Of course any group of parents would want the latter, and why not. As the message said:
Must be new regime fans then because everyone else wants worse teaching and increasingly terrible results, of course. Obviously everyone wants the same thing: the question is whether alienating the entire staff indiscriminately, acting on the tittle-tattle and prejudices of the  outgoing failed management, shedding 40 odd teachers and not replacing them, etc etc is the way to achieve this. Reality is, eg, Art was being dropped completely and leaving staff not replaced. When it was pointed out by staff that Art  got good results the decision was changed and they said they'd recruit new staff. Job was advertised, only one candidate turned up, completely unsuitable, post is unfilled. Shambles. Many similar examples. Good staff are being driven out. Most so demoralised that any alternative is preferable to coming back in September.

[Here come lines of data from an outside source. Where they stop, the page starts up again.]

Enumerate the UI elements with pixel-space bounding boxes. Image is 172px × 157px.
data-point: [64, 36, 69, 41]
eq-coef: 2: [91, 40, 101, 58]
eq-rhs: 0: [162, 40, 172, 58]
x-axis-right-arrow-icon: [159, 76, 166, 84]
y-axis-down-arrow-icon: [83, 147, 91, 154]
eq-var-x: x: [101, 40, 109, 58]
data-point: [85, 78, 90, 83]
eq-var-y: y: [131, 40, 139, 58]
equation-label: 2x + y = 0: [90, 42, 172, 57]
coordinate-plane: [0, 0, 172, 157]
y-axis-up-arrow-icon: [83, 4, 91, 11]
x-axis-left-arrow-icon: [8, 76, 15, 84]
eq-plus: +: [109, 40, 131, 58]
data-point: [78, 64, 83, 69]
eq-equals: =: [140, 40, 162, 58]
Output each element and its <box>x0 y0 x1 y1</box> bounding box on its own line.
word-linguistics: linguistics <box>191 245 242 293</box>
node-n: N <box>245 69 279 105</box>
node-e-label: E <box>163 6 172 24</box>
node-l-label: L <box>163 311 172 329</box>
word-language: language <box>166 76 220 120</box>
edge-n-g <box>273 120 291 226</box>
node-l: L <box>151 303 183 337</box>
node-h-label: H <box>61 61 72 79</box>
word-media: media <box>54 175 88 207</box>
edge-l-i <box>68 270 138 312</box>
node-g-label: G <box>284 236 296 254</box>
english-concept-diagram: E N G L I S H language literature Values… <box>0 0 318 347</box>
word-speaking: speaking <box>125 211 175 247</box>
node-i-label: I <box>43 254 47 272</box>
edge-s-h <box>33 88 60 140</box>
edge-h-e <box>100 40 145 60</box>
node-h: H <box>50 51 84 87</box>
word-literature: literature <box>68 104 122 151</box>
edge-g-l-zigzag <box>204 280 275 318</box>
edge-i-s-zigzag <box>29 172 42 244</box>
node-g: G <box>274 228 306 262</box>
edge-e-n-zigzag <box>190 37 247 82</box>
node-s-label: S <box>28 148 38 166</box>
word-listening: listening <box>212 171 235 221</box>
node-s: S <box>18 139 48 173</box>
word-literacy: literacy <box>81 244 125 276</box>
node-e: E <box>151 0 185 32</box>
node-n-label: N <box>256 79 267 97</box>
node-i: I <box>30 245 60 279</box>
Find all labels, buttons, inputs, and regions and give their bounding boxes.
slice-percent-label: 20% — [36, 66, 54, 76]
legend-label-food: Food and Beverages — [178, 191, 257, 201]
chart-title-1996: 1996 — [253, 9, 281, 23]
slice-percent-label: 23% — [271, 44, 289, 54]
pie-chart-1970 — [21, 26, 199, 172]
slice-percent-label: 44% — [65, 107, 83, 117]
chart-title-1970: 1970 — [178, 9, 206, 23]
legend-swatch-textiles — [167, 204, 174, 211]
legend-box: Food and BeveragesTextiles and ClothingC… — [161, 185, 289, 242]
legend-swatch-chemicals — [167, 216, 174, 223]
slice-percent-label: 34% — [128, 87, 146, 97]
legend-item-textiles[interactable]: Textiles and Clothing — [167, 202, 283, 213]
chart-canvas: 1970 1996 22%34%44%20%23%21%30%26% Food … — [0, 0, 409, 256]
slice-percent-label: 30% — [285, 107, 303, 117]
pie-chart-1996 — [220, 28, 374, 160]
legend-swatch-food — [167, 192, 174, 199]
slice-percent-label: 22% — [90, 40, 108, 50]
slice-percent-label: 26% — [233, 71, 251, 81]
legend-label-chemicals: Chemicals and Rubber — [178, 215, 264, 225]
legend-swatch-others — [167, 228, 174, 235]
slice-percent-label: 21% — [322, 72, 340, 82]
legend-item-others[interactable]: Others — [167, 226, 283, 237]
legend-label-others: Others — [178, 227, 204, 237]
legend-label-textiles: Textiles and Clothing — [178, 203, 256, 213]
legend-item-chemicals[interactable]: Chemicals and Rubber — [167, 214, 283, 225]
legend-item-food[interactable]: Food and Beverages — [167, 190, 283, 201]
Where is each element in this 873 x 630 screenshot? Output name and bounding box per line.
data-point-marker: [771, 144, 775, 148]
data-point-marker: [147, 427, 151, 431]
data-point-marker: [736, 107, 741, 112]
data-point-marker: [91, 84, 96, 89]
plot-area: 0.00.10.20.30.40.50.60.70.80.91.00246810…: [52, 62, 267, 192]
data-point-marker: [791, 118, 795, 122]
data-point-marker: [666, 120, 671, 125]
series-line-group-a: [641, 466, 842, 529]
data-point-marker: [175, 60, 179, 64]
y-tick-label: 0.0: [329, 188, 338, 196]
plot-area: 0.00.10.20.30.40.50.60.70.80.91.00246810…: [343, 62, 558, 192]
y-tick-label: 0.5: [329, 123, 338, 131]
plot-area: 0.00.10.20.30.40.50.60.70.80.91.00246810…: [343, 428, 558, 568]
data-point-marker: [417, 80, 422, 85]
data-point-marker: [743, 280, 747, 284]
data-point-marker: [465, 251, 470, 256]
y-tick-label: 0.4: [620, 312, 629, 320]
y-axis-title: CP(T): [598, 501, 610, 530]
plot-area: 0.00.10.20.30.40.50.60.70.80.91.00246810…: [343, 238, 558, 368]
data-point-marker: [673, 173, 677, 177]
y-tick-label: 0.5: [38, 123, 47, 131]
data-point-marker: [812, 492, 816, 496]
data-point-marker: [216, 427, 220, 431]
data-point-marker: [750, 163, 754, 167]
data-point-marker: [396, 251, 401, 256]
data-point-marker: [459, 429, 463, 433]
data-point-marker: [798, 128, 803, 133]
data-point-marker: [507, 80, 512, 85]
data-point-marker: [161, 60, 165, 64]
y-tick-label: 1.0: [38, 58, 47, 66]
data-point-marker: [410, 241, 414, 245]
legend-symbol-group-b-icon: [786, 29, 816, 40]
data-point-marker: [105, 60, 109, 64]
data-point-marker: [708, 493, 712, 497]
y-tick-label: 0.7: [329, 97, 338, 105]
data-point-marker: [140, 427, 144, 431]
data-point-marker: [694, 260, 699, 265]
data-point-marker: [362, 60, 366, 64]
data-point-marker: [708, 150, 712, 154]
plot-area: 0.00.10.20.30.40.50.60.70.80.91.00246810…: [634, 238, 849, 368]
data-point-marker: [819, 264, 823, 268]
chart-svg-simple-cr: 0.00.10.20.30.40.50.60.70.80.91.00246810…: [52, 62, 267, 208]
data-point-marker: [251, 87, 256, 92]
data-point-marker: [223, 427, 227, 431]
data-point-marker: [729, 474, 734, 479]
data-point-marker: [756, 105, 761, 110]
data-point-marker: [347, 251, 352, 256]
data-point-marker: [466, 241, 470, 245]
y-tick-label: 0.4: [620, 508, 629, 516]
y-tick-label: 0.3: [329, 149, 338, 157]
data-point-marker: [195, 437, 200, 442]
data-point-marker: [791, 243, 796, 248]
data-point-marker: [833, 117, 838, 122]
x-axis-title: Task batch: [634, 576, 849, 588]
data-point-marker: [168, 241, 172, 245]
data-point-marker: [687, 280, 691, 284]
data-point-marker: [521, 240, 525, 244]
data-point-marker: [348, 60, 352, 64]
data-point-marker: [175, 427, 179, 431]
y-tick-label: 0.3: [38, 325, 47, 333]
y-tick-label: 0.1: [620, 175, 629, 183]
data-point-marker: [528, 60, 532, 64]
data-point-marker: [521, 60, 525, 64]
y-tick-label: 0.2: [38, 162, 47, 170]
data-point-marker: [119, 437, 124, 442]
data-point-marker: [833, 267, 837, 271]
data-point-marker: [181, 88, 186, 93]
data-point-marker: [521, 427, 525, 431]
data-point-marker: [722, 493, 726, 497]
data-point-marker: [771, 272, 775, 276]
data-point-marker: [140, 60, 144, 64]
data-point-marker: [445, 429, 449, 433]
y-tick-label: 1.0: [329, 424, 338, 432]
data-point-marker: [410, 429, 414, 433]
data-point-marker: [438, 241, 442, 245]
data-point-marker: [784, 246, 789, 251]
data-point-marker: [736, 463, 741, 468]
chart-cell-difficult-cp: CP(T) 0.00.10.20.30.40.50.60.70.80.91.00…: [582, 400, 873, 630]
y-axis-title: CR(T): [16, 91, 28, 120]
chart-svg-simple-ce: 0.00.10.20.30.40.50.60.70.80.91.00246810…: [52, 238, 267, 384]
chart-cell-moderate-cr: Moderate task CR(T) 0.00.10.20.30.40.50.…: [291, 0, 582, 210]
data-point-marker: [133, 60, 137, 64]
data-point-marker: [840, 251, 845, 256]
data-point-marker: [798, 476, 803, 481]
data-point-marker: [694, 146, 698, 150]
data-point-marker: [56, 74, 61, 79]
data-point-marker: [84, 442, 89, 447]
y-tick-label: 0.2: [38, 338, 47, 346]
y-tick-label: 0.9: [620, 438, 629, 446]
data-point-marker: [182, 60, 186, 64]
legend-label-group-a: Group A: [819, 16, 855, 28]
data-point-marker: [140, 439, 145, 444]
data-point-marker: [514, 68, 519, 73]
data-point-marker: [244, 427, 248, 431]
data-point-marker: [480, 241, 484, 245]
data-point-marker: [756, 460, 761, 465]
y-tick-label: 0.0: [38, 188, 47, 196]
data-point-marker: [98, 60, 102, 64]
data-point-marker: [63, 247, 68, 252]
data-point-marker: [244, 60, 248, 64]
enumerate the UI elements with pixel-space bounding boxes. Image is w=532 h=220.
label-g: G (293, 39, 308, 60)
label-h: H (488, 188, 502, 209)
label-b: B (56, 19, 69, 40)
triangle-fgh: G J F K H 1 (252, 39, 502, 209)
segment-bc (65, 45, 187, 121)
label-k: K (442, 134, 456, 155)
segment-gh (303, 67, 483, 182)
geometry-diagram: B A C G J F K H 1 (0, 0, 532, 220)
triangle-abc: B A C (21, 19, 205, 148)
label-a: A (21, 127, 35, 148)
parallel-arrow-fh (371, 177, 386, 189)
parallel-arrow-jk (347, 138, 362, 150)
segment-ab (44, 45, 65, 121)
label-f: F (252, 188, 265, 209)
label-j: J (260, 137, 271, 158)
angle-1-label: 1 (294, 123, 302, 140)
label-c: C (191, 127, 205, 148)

Michael Wilshaw, head of Ofsted said: 'If I hear staff morale is bad, I know I'm doing something right.' These over-literal clones/clowns seem to have taken this to mean:  'Complete demoralisation of staff is an absolute prerequisite of doing anything right.' It's obviously an attractive notion as achieving demoralisation of staff is a lot easier than achieving any positive good.
The source said that the meeting with parents was badly organised and union members leafleting the meeting had to show parents in and guide them through the security system. Teachers were not represented and a stand-in for one of the most active and vocal parents, who was on holiday,  was not allowed to speak as she was a teacher and 'this would not be appropriate'.

On the rebuild my informant commented:
There are Harlesden residents who are now grandmothers who were promised a new school by Sir Alan Davies when they were in Year 7. I suspect a Good News smokescreen: Lions, Ashes, Tour de France, Royal Sprog, Copland Rebuild.

More to the point was that I heard today of another young Head of Department who has decided to leave.
 It clearly won't be a relaxing holiday for many Copland staff and students.